Modelling and monitoring: examining the utility of dynamic landscape metapopulation models for sustainable forest management
2007
Abstract Reliable, practical and affordable means of assessing the sustainability of forest management remain elusive. Monitoring of biological indicators is an important element, but sufficiently powerful monitoring strategies are expensive and monitoring alone may not provide answers in time to avloid irreversible environmental or ecological damage. We propose a model-based approach to assessing sustainability using bio-indicators of ecosystem condition to provide timely feed-back to managers about the sustainability of current and alternative forest management options, but acknowledge that assessment of biological indicators is only one component of the assessment of sustainability. This model-based approach can also support the development of better-targeted and more relevant monitoring systems. Dynamic landscape meta-population (DLMP) models integrate spatial models of forest change (also known as landscape dynamic models or forest succession models) with meta-population models. which describe demographic and biological attributes of species and the dynamic consequences of migration and habitat change.

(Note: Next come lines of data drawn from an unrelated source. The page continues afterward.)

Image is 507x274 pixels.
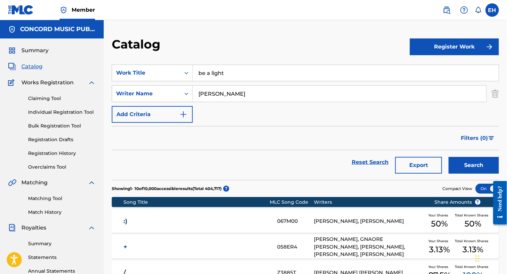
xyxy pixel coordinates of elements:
[8,79,17,87] img: Works Registration
[112,186,221,192] p: Showing 1 - 10 of 10,000 accessible results (Total 404,717 )
[428,213,451,218] span: Your Shares
[8,25,16,33] img: Accounts
[443,6,451,14] img: search
[116,69,176,77] div: Work Title
[455,264,491,269] span: Total Known Shares
[455,238,491,244] span: Total Known Shares
[475,199,480,205] span: ?
[314,199,424,206] div: Writers
[20,25,96,33] h5: CONCORD MUSIC PUBLISHING LLC
[28,122,96,129] a: Bulk Registration Tool
[429,244,450,256] span: 3.13 %
[21,79,74,87] span: Works Registration
[461,134,488,142] span: Filters ( 0 )
[21,63,42,71] span: Catalog
[28,95,96,102] a: Claiming Tool
[123,243,268,251] a: +
[8,63,16,71] img: Catalog
[88,79,96,87] img: expand
[28,254,96,261] a: Statements
[28,136,96,143] a: Registration Drafts
[277,243,314,251] div: 058ER4
[28,150,96,157] a: Registration History
[123,217,268,225] a: :)
[277,217,314,225] div: 067M00
[28,209,96,216] a: Match History
[485,43,493,51] img: f7272a7cc735f4ea7f67.svg
[431,218,448,230] span: 50 %
[475,7,481,13] div: Notifications
[116,90,176,98] div: Writer Name
[72,6,95,14] span: Member
[123,199,270,206] div: Song Title
[8,224,16,232] img: Royalties
[28,109,96,116] a: Individual Registration Tool
[112,65,499,180] form: Search Form
[457,3,471,17] div: Help
[8,179,16,187] img: Matching
[465,218,481,230] span: 50 %
[28,164,96,171] a: Overclaims Tool
[449,157,499,174] button: Search
[473,242,507,274] iframe: Chat Widget
[460,6,468,14] img: help
[488,176,507,230] iframe: Resource Center
[475,249,479,269] div: Drag
[112,37,164,52] h2: Catalog
[21,224,46,232] span: Royalties
[223,186,229,192] span: ?
[485,3,499,17] div: User Menu
[442,186,472,192] span: Compact View
[112,106,193,123] button: Add Criteria
[410,38,499,55] button: Register Work
[395,157,442,174] button: Export
[270,199,314,206] div: MLC Song Code
[21,46,48,55] span: Summary
[428,238,451,244] span: Your Shares
[28,195,96,202] a: Matching Tool
[8,63,42,71] a: CatalogCatalog
[8,46,48,55] a: SummarySummary
[8,5,34,15] img: MLC Logo
[314,235,424,258] div: [PERSON_NAME], GNAORE [PERSON_NAME], [PERSON_NAME], [PERSON_NAME], [PERSON_NAME]
[491,85,499,102] img: Delete Criterion
[463,244,483,256] span: 3.13 %
[21,179,47,187] span: Matching
[348,155,392,170] a: Reset Search
[314,217,424,225] div: [PERSON_NAME], [PERSON_NAME]
[88,179,96,187] img: expand
[428,264,451,269] span: Your Shares
[179,110,187,118] img: 9d2ae6d4665cec9f34b9.svg
[440,3,453,17] a: Public Search
[28,240,96,247] a: Summary
[60,6,68,14] img: Top Rightsholder
[455,213,491,218] span: Total Known Shares
[457,130,499,147] button: Filters (0)
[434,199,481,206] span: Share Amounts
[88,224,96,232] img: expand
[488,136,494,140] img: filter
[8,46,16,55] img: Summary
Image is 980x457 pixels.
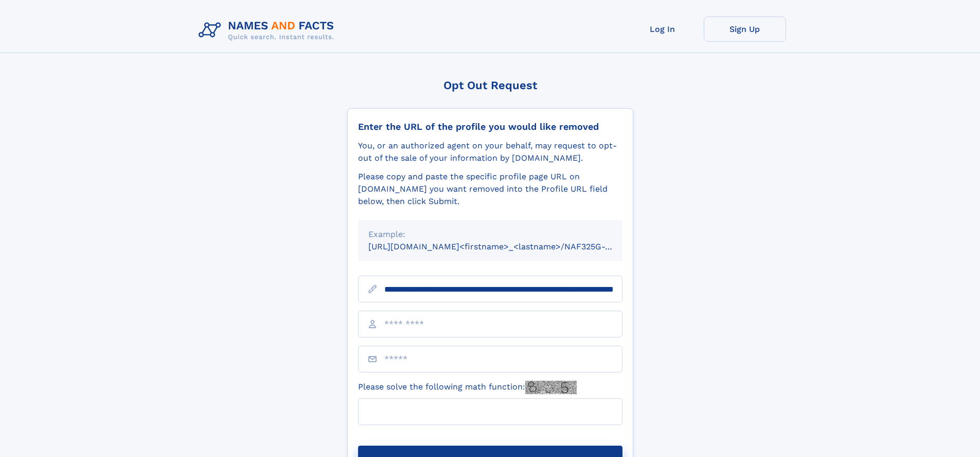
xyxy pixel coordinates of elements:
[358,140,623,164] div: You, or an authorized agent on your behalf, may request to opt-out of the sale of your informatio...
[704,16,786,42] a: Sign Up
[622,16,704,42] a: Log In
[358,380,577,394] label: Please solve the following math function:
[195,16,343,44] img: Logo Names and Facts
[368,228,613,240] div: Example:
[347,79,633,92] div: Opt Out Request
[368,241,643,251] small: [URL][DOMAIN_NAME]<firstname>_<lastname>/NAF325G-xxxxxxxx
[358,121,623,133] div: Enter the URL of the profile you would like removed
[358,171,623,208] div: Please copy and paste the specific profile page URL on [DOMAIN_NAME] you want removed into the Pr...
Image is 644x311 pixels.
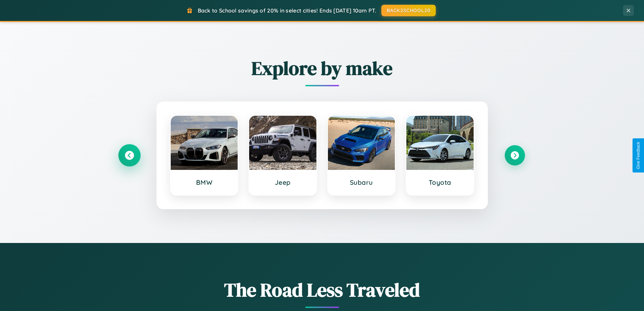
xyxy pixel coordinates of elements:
[413,178,467,186] h3: Toyota
[636,142,641,169] div: Give Feedback
[381,5,436,16] button: BACK2SCHOOL20
[335,178,388,186] h3: Subaru
[119,277,525,303] h1: The Road Less Traveled
[198,7,376,14] span: Back to School savings of 20% in select cities! Ends [DATE] 10am PT.
[177,178,231,186] h3: BMW
[256,178,310,186] h3: Jeep
[119,55,525,81] h2: Explore by make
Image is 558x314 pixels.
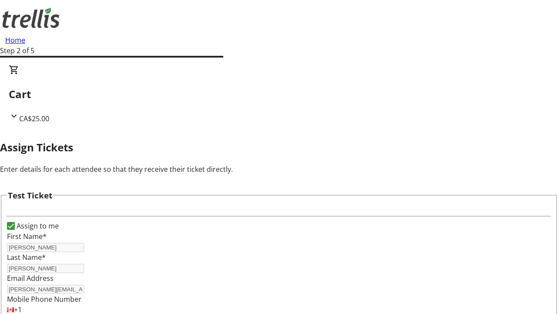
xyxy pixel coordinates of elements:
[8,189,52,201] h3: Test Ticket
[7,252,46,262] label: Last Name*
[7,294,81,304] label: Mobile Phone Number
[7,273,54,283] label: Email Address
[15,220,59,231] label: Assign to me
[9,86,549,102] h2: Cart
[9,64,549,124] div: CartCA$25.00
[19,114,49,123] span: CA$25.00
[7,231,47,241] label: First Name*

DLMP models may be used to predict the meta-population level consequences of management actions on bio-indicator species, and as such. may provide a relatively efficient and inexpensive approach to assessing an important aspect of the potential sustainability of forest management. We review some of the criticisms of monitoring for trend in indicators and the advantages and problems associated with using DLMP models of bio-indicator species to evaluate the sustainability of forest management options. We draw on results of a case study of the brown creeper (Certhis americana) in northern Ontario, Canada, that explored the sustainability of competing forest management scenarios. Based on case study results, DLMP models of bio-indicator species appear to be useful for (1) assessing and ranking the sustainability of management options, (2) quantifying the stresses placed on ecosystems by particular management activities, (3) targeting future research and data collection, and (4) dealing explicitly with both environmental and model uncertainties.